Activists launched five days of LGBT+ Pride celebrations last Thursday and had planned a “March for Dignity” on Monday in central Tbilisi, shrugging off criticism from the church and conservatives who said the event had no place in Georgia.
The march plan was disrupted on Monday by counter protesters before it could begin.
Video footage posted by LGBT+ activists showed their opponents scaling their building to reach their balcony where they tore down rainbow flags and were seen entering the office of Tbilisi Pride.
Other footage showed a journalist with a bloodied mouth and nose and a man on a scooter driving at journalists in the street.
Campaigners said some of their equipment had been broken in the attack and that they had been forced to cancel.
“No words can explain my emotions and thoughts right now. This is my working space, my home, my family today. Left alone in the face of gross violence,” Tamaz Sozashvili, one LGBT activist, tweeted.
The interior ministry urged activists to abandon their march for security reasons. It said in a statement that various groups were gathering and protesting on Monday and that journalists had been targeted with violence.
“We once again publicly call on the participants of ‘Tbilisi Pride’ to refrain from the ‘March of Dignity’ … due to the scale of counter-manifestations planned by opposing groups…” it said.
In the run-up, Prime Minister Irakli Garibashvili said he viewed the march as “not reasonable,” saying it risked causing public confrontation and that it was not acceptable to most Georgians, the Civil Georgia media outlet reported.
Rights campaigners condemned the violence and accused Garibashvili of emboldening hate groups.
“Violent far-right crowds supported by (the) Church & emboldened by (an) incredibly irresponsible statement of PM @GharibashviliGe gathered in Tbilisi center to prevent Pride March, attacking journalists & breaking into Pride office,” wrote Giorgi Gogia, who works for US-based Human Rights Watch.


§ YOUR INSTRUCTIONS:
Every record below must be retyped exactly, with the pictures left out.

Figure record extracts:

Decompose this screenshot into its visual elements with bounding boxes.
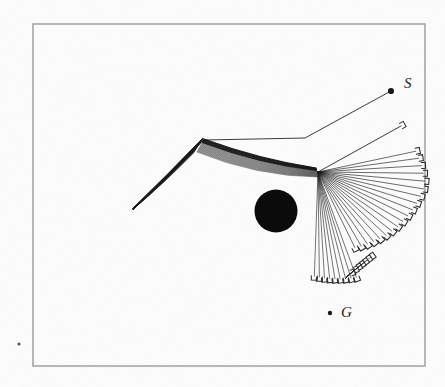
scan-grain <box>0 0 445 387</box>
goal-label: G <box>341 304 352 320</box>
start-label: S <box>404 75 412 91</box>
start-marker-dot <box>388 88 394 94</box>
figure-canvas: SG <box>0 0 445 387</box>
stray-speck <box>17 342 20 345</box>
goal-marker-dot <box>328 311 332 315</box>
circular-obstacle <box>255 190 298 233</box>
figure-container: SG <box>0 0 445 387</box>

§ WRITTEN RESPONSE:
Decompose this screenshot into its visual elements with bounding boxes.
scan-grain <box>0 0 445 387</box>
goal-label: G <box>341 304 352 320</box>
start-label: S <box>404 75 412 91</box>
start-marker-dot <box>388 88 394 94</box>
figure-canvas: SG <box>0 0 445 387</box>
stray-speck <box>17 342 20 345</box>
goal-marker-dot <box>328 311 332 315</box>
circular-obstacle <box>255 190 298 233</box>
figure-container: SG <box>0 0 445 387</box>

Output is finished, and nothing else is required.